The Chain(26)
“Right. Well, this seems OK. Toby Dunleavy, that’s your number-one target?”
“Yup. I had a different number one, but the mom was dating a cop.”
“Have you been over to the Dunleavy house?”
“Nope. Gonna do that later tonight. But first I need your help with the mattress and the board at the Appenzellers’.”
“Where is this place?”
“Just across the basin. Come on, I’ll take you.”
They go outside in the rain and walk along the basin trail. “A lot of these big houses are vacant this time of year,” Rachel explains.
“You broke into one of these by yourself?” Pete asks.
“Yup. I knew the Appenzellers were gone. I was a little worried about an alarm but there wasn’t one.”
“You did well. I’ve done a few B-and-Es myself and it’s always scary.”
“We can go in through the back,” Rachel says when they reach the path next to the Appenzeller house.
“This place is a good choice, Rach. I like the brick,” Pete says. “How did you pick the lock?”
“I didn’t. I hit the mechanism with a chisel.”
“Where did you learn how to do that?”
“Google.”
They go inside and up on the first floor they grab a mattress and bedding from the spare bedroom. They manhandle it down to the basement. Rachel has already brought over the board to cover the window. “We’ll put it up with Marty’s old electric drill. I think that will make less noise than a hammer,” Pete says.
They put up the board and try to make the basement as pleasant as possible with sheets and blankets and a few toys and games Rachel brought over earlier. It’s devastating to think that if this actually works and they don’t get killed or arrested, a scared little boy will be down here soon. Rachel has attached a heavy chain to a concrete pillar near the mattress, and this sends a shiver down Pete’s spine.
They close the back door of the Appenzellers’ and return to Rachel’s house.
“Now what?” Pete wonders.
“Search my house for bugs. I hate the idea that they’re watching everything I do.”
Pete nods. “I can do that.”
He takes the wireless detector out of his bag. In the old days of analog-bugging equipment, you needed a radio receiver and complex equipment, but now a fifty-buck wireless detector can do the job. He goes through the house and then he gets to work on the phone and the computer.
“It’s largely a negative,” he says at last. “I did a thorough scan of the entire house from top to bottom. I looked in the basement and I even looked in the crawl space above the kitchen.”
“Did you say largely negative?”
“I did. You don’t have any bugs in the house. However, as I suspected, your Mac has been completely compromised.”
“How?”
“There’s a spyware bot on your Mac that, when connected to the wireless network, slaves the camera and also shows a live screenshot of whatever is on your home screen. It was fairly easy to capture your passwords after that. The bot has a randomly generated name that doesn’t mean anything. Its destination is also encrypted.”
“How do you know how to do all this?” Rachel asks, impressed.
“Well, you know me, I’ve been tinkering with computers since the Stone Age days of the internet. Trying to get back into it more seriously. Private security is a big growth sector for former servicemen.”
“Can you remove the bot thing?”
“That’s a fairly easy task. But if I do, its absence will be noticed immediately.”
“Whoever it is that’s hacking me will know that I’m onto them?”
“Exactly. And if they know that you’re onto them, they will undoubtedly deploy further countermeasures. Just don’t use your Mac and phone until Kylie is back. Then I’ll kill the bot and wipe your machines.”
“They’re going to be calling me on my iPhone. I need it.”
“Just be aware, then, that they’ll be listening in on you, and your phone, of course, is also a GPS transmitter.”
“Could they be physically watching the house?” Rachel asks.
“They could,” Pete says. “They could be watching us right now. My guess is they’re not.”
Rachel shudders. “I keep seeing Kylie in that basement. She must be terrified.”
“She’s a resilient kid. She’s a tough little cookie.” Maybe too tough, Pete thinks. I hope she doesn’t try anything stupid.
22
Friday, 1:11 a.m.
Kylie waits until she thinks it’s very late, but naturally she has no way of telling the time. No iPhone, no iPad, no Mac. No watch, of course, but who wears a watch these days?
As she lies on the mattress, she can hear traffic on a distant road, and she can occasionally hear planes change the thrust of their engines as they descend toward Logan. Very distant planes going to a very distant Logan Airport.
She sits on the mattress with her back to the eye of the camera and nibbles at a graham cracker. Her first plan has failed. The toothpaste tube cannot be used to open the handcuffs. She tried for hours, but it was a total bust. Her second plan, however, might work a little better.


Check each line of the entries below for the word "Image", then report how many have it, with no other words.

GIVEN DATA START

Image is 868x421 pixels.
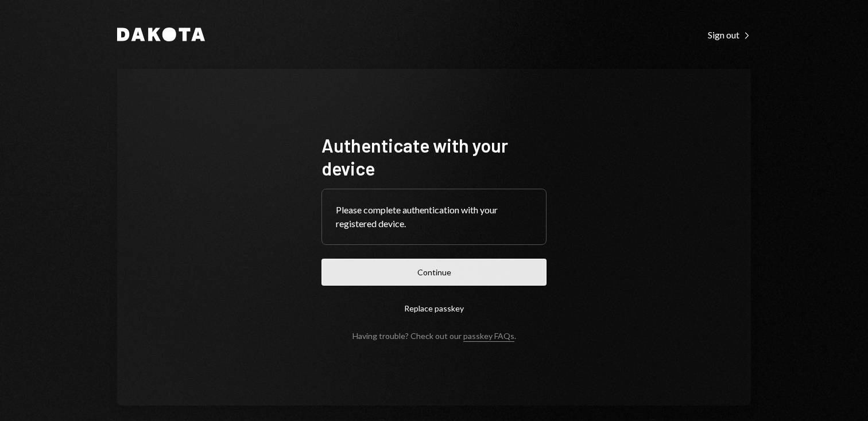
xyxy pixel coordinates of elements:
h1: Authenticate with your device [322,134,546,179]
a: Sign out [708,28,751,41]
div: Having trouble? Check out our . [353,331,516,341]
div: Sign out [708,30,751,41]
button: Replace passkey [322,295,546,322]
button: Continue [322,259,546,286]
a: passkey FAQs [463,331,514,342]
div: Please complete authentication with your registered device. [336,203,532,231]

GIVEN DATA END
GIVEN DATA START

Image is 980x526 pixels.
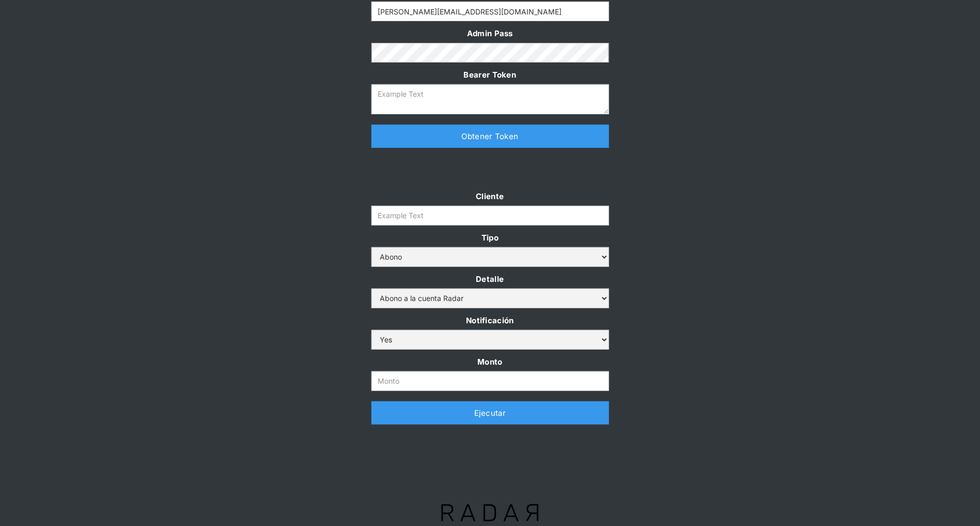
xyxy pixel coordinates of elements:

GIVEN DATA END
GIVEN DATA START

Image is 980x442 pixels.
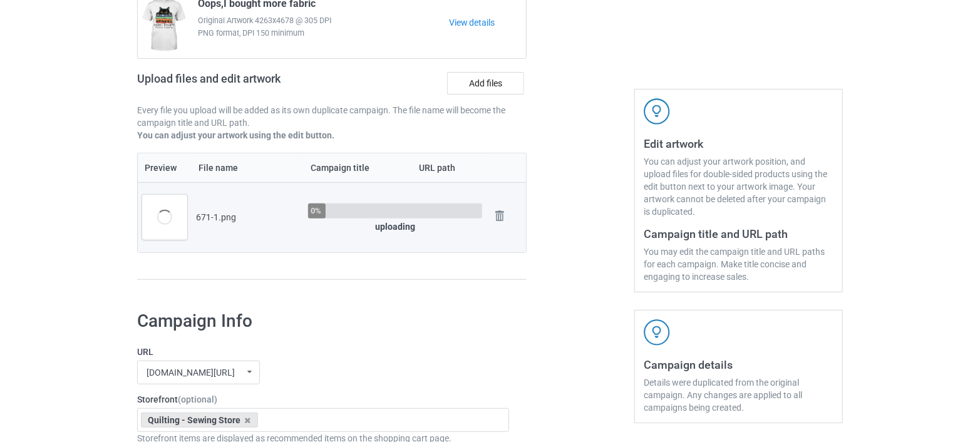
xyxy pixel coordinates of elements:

GIVEN DATA END

### RESULT
3